Dexter’s ditty
There is always a story behind a song.
One Easter Sunday morning, renowned Jamaican arranger and choir director Noel Dexter sat in the audience as the National Dance Theatre Company (NDTC) singers raised the roof of the Little Theatre in St Andrew and dancers moved to his arrangement of Psalm 150 — O Praise Ye The Lord — and he smiled.
A few hours later, he was seated at the piano inside the chapel at The University of the West Indies, Mona campus, as the University Singers, a choir he founded decades ago, raised the same song as part of the programme for their annual Easter concert, This Joyful Eastertide.
Just before the performance, two members of the choir, Althea McKenzie and Andre Bernard, treated the audience with a mini interview with Dexter to share the story behind the song.
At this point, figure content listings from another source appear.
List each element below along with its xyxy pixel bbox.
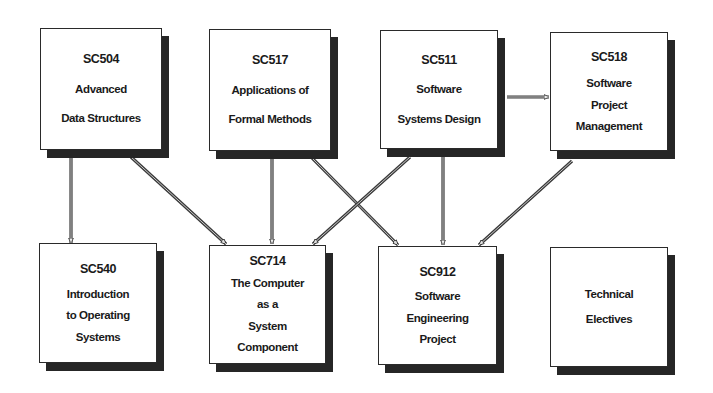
course-box-sc517: SC517 Applications of Formal Methods xyxy=(209,29,331,151)
course-title-line: Technical xyxy=(585,289,634,301)
course-box-technical-electives: Technical Electives xyxy=(550,247,668,367)
course-code: SC504 xyxy=(83,53,119,66)
arrow-sc511-to-sc714 xyxy=(313,157,410,244)
course-title-line: System xyxy=(248,321,287,333)
course-code: SC540 xyxy=(80,263,116,276)
course-title-line: Management xyxy=(576,121,642,133)
course-title-line: Formal Methods xyxy=(228,114,311,126)
course-box-sc912: SC912 Software Engineering Project xyxy=(378,246,497,365)
course-title-line: Engineering xyxy=(406,313,468,325)
course-title-line: Systems Design xyxy=(397,114,480,126)
course-title-line: Data Structures xyxy=(61,113,141,125)
course-code: SC714 xyxy=(249,255,285,268)
course-box-sc518: SC518 Software Project Management xyxy=(550,32,668,151)
course-title-line: Software xyxy=(416,84,461,96)
course-code: SC912 xyxy=(419,266,455,279)
course-title-line: Component xyxy=(237,342,297,354)
course-box-sc714: SC714 The Computer as a System Component xyxy=(209,245,326,364)
course-title-line: Software xyxy=(415,291,460,303)
course-box-sc540: SC540 Introduction to Operating Systems xyxy=(39,243,157,363)
course-title-line: Project xyxy=(419,334,455,346)
course-box-sc504: SC504 Advanced Data Structures xyxy=(40,28,162,150)
arrow-sc504-to-sc714 xyxy=(131,157,226,244)
course-flow-diagram: SC504 Advanced Data Structures SC517 App… xyxy=(0,0,713,393)
course-title-line: The Computer xyxy=(231,278,304,290)
course-title-line: Systems xyxy=(76,332,121,344)
course-code: SC511 xyxy=(421,54,457,67)
course-title-line: Advanced xyxy=(75,84,127,96)
course-title-line: as a xyxy=(257,299,278,311)
course-title-line: Applications of xyxy=(231,85,308,97)
course-title-line: to Operating xyxy=(66,310,130,322)
course-code: SC517 xyxy=(252,54,288,67)
course-title-line: Introduction xyxy=(67,289,129,301)
course-title-line: Electives xyxy=(586,314,632,326)
course-box-sc511: SC511 Software Systems Design xyxy=(380,30,498,149)
arrow-sc518-to-sc912 xyxy=(479,161,572,245)
course-code: SC518 xyxy=(591,51,627,64)
course-title-line: Software xyxy=(586,78,631,90)
course-title-line: Project xyxy=(591,100,627,112)
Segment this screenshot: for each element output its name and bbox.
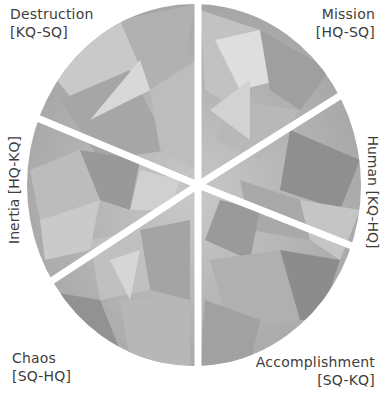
- label-mission: Mission [HQ-SQ]: [316, 5, 375, 41]
- crystal-texture: [0, 0, 387, 399]
- label-chaos-code: [SQ-HQ]: [12, 367, 71, 385]
- label-accomplishment: Accomplishment [SQ-KQ]: [256, 353, 375, 389]
- label-destruction: Destruction [KQ-SQ]: [10, 5, 94, 41]
- label-destruction-name: Destruction: [10, 5, 94, 23]
- label-human: Human [KQ-HQ]: [362, 102, 384, 282]
- label-accomplishment-name: Accomplishment: [256, 353, 375, 371]
- label-inertia: Inertia [HQ-KQ]: [3, 100, 25, 280]
- label-mission-code: [HQ-SQ]: [316, 23, 375, 41]
- label-accomplishment-code: [SQ-KQ]: [256, 371, 375, 389]
- label-inertia-text: Inertia [HQ-KQ]: [6, 136, 22, 244]
- label-mission-name: Mission: [316, 5, 375, 23]
- label-human-text: Human [KQ-HQ]: [365, 135, 381, 248]
- segmented-crystal-ellipse: [0, 0, 387, 399]
- label-chaos: Chaos [SQ-HQ]: [12, 349, 71, 385]
- label-destruction-code: [KQ-SQ]: [10, 23, 94, 41]
- label-chaos-name: Chaos: [12, 349, 71, 367]
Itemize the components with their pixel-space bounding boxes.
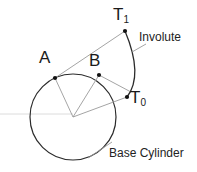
label-point-t0: T0 (130, 89, 146, 106)
point-marker-t0 (125, 95, 129, 99)
label-point-b: B (89, 52, 100, 69)
radius-line-center-t0 (73, 97, 127, 117)
involute-diagram: T1 T0 A B Involute Base Cylinder (0, 0, 197, 172)
point-marker-b (97, 73, 101, 77)
tangent-line-b-t0 (99, 75, 131, 92)
label-point-t0-letter: T (130, 88, 140, 107)
radius-line-center-a (55, 78, 73, 117)
point-marker-a (53, 76, 57, 80)
label-point-t0-subscript: 0 (140, 97, 146, 108)
label-point-t1: T1 (113, 6, 129, 23)
label-involute: Involute (139, 31, 181, 43)
label-point-t1-subscript: 1 (123, 14, 129, 25)
label-base-cylinder: Base Cylinder (109, 147, 184, 159)
label-point-t1-letter: T (113, 5, 123, 24)
involute-leader-line (132, 44, 146, 52)
radius-line-center-b (73, 75, 99, 117)
label-point-a: A (39, 49, 50, 66)
point-marker-t1 (123, 29, 127, 33)
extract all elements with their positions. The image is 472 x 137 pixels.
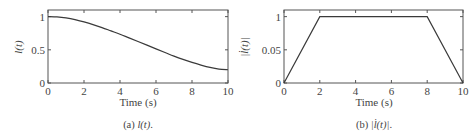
figure-caption: (b) |l̇(t)|. [356, 119, 392, 131]
x-tick-label: 8 [424, 85, 430, 97]
chart-b-svg: 024681000.051 Time (s) |l̇(t)| (b) |l̇(t… [236, 0, 472, 137]
series-line [284, 17, 463, 83]
y-tick-label: 0.5 [31, 44, 45, 56]
y-tick-label: 0 [40, 77, 46, 89]
chart-panel-a: 024681000.51 Time (s) l(t) (a) l(t). [0, 0, 236, 137]
series-line [48, 17, 228, 70]
chart-a-axes: 024681000.51 [31, 10, 234, 97]
chart-b-axes: 024681000.051 [262, 10, 469, 97]
x-tick-label: 0 [281, 85, 287, 97]
x-tick-label: 10 [223, 85, 235, 97]
y-axis-label: l(t) [12, 40, 25, 54]
chart-a-svg: 024681000.51 Time (s) l(t) (a) l(t). [0, 0, 236, 137]
x-tick-label: 2 [81, 85, 87, 97]
x-tick-label: 0 [45, 85, 51, 97]
plot-frame [284, 10, 463, 83]
x-tick-label: 8 [189, 85, 195, 97]
plot-frame [48, 10, 228, 83]
x-tick-label: 2 [317, 85, 323, 97]
x-tick-label: 10 [458, 85, 470, 97]
y-tick-label: 1 [40, 11, 46, 23]
y-axis-label: |l̇(t)| [238, 37, 251, 57]
x-axis-label: Time (s) [355, 96, 393, 109]
chart-panel-b: 024681000.051 Time (s) |l̇(t)| (b) |l̇(t… [236, 0, 472, 137]
y-tick-label: 0 [276, 77, 282, 89]
x-axis-label: Time (s) [119, 96, 157, 109]
y-tick-label: 1 [276, 11, 282, 23]
figure-caption: (a) l(t). [123, 119, 153, 131]
y-tick-label: 0.05 [262, 44, 282, 56]
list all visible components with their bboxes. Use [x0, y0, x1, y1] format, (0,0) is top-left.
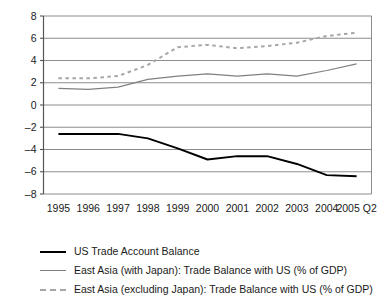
legend-item-east-asia-with-japan: East Asia (with Japan): Trade Balance wi…	[40, 260, 380, 279]
y-tick-label: 4	[31, 54, 37, 66]
x-tick-label: 2002	[255, 202, 279, 214]
legend-swatch-solid-black-icon	[40, 245, 66, 257]
y-tick-label: 6	[31, 32, 37, 44]
legend-swatch-dashed-gray-icon	[40, 283, 66, 295]
legend-item-us-trade-account-balance: US Trade Account Balance	[40, 241, 380, 260]
y-tick-label: 2	[31, 76, 37, 88]
x-tick-label: 1995	[47, 202, 71, 214]
y-tick-label: –4	[25, 143, 37, 155]
x-axis-tick-labels: 1995199619971998199920002001200220032004…	[47, 202, 377, 214]
series-line-3	[58, 33, 356, 79]
legend-item-east-asia-excluding-japan: East Asia (excluding Japan): Trade Balan…	[40, 279, 380, 298]
legend-swatch-solid-gray-icon	[40, 264, 66, 276]
legend-item-label: East Asia (excluding Japan): Trade Balan…	[74, 283, 373, 295]
y-tick-label: 0	[31, 99, 37, 111]
legend-item-label: East Asia (with Japan): Trade Balance wi…	[74, 264, 347, 276]
x-tick-label: 2004	[315, 202, 339, 214]
y-tick-label: –8	[25, 188, 37, 200]
y-tick-label: –2	[25, 121, 37, 133]
chart-figure: 86420–2–4–6–8 19951996199719981999200020…	[0, 0, 380, 302]
x-tick-label: 2000	[196, 202, 220, 214]
x-tick-label: 1999	[166, 202, 190, 214]
y-tick-label: –6	[25, 165, 37, 177]
y-tick-label: 8	[31, 10, 37, 22]
x-tick-label: 2005 Q2	[336, 202, 376, 214]
x-tick-label: 1997	[106, 202, 130, 214]
series-line-1	[58, 134, 356, 176]
x-tick-label: 1998	[136, 202, 160, 214]
grid-lines	[44, 16, 372, 194]
legend-item-label: US Trade Account Balance	[74, 245, 200, 257]
x-tick-label: 2001	[226, 202, 250, 214]
x-tick-label: 1996	[77, 202, 101, 214]
chart-legend: US Trade Account Balance East Asia (with…	[40, 241, 380, 298]
y-axis-tick-labels: 86420–2–4–6–8	[25, 10, 37, 200]
data-series-group	[58, 33, 356, 177]
x-tick-label: 2003	[285, 202, 309, 214]
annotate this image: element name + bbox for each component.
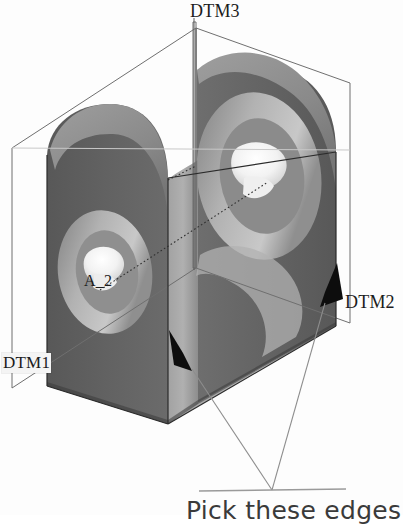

“It was just after independence and Rex Nettleford had formed the NDTC, and here at the university there was a lot of talk about nation-building. Nettleford was always insisting that we create something of our own. He felt that we needed to try to identify ourselves in many different ways and creating our own music was one means of self-expression. By the 1970s I was a teacher at Ardenne and I was preparing for a performance at the St Cecilia Festival at St Andrew Scots Kirk United Church in Kingston, organised by Lloyd Hall. I felt the programme needed something and was inspired to put music to one of the most joyful Psalms.”
As they say, the rest is history.
Dexter’s O Praise Ye The Lord has been performed on many a stage both locally and overseas.
“I was pleased last year to receive a programme from a performance by a choir in Australia where O Praise Ye The Lord by a certain Noel Dexter was included. It has also been included in a number of hymnals both here in Jamaica as well as overseas.”
Dexter also related an incident at a conference on creating Caribbean church music.
“I was approached by a young lady at this conference who told me that she had a recording that would blow my mind as this is what Caribbean church music should sound like. She excitedly put in a cassette tape and pressed play. “When I heard the music I had to smile. It was a recording of my arrangement of O Praise Ye The Lord,” he shared with the audience which burst into applause.
When asked what he wants his musical legacy to be, Dexter humbly replied, “He tried.”